Criticism
Though there are many reasons to prefer local food (for example freshness), the use of food miles as a strict purchasing metric has been criticized. For example, the carbon footprint of foods depends on much more than the distance travelled, including energy inputs of production. One study found that only 11% of food-related greenhouse gas emissions came from transport (and only 4% from delivery from producer to retailer), whereas 83% of GHG emissions came from food production. Animal products such as meat and dairy foods take considerably more energy to produce, meaning a vegetarian diet has a much lower carbon footprint, regardless of food miles. Fair trade advocates point out that the livelihoods of poor farmers can be greatly improved by giving them a global market which includes distant developed countries.
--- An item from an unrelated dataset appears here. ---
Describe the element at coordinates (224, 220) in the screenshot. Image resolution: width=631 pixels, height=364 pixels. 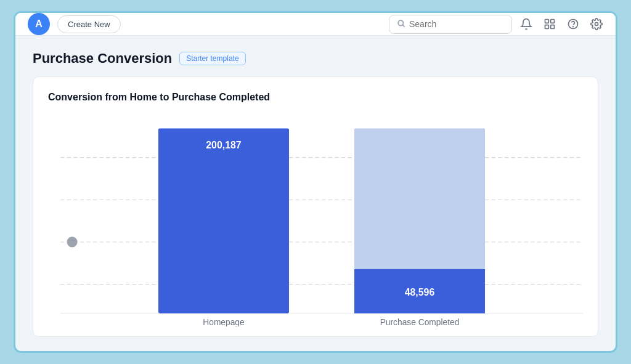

Further information: Food milesRead more about this topic: Local Food
Famous quotes containing the word criticism:
“The critic lives at second hand. He writes about. The poem, the novel, or the play must be given to him; criticism exists by the grace of other mens genius. By virtue of style, criticism can itself become literature. But usually this occurs only when the writer is acting as critic of his own work or as outrider to his own poetics, when the criticism of Coleridge is work in progress or that of T.S. Eliot propaganda.”
—George Steiner (b. 1929)
“It is from the womb of art that criticism was born.”
—Charles Baudelaire (18211867)
“Cubism had been an analysis of the object and an attempt to put it before us in its totality; both as analysis and as synthesis, it was a criticism of appearance. Surrealism transmuted the object, and suddenly a canvas became an apparition: a new figuration, a real transfiguration.”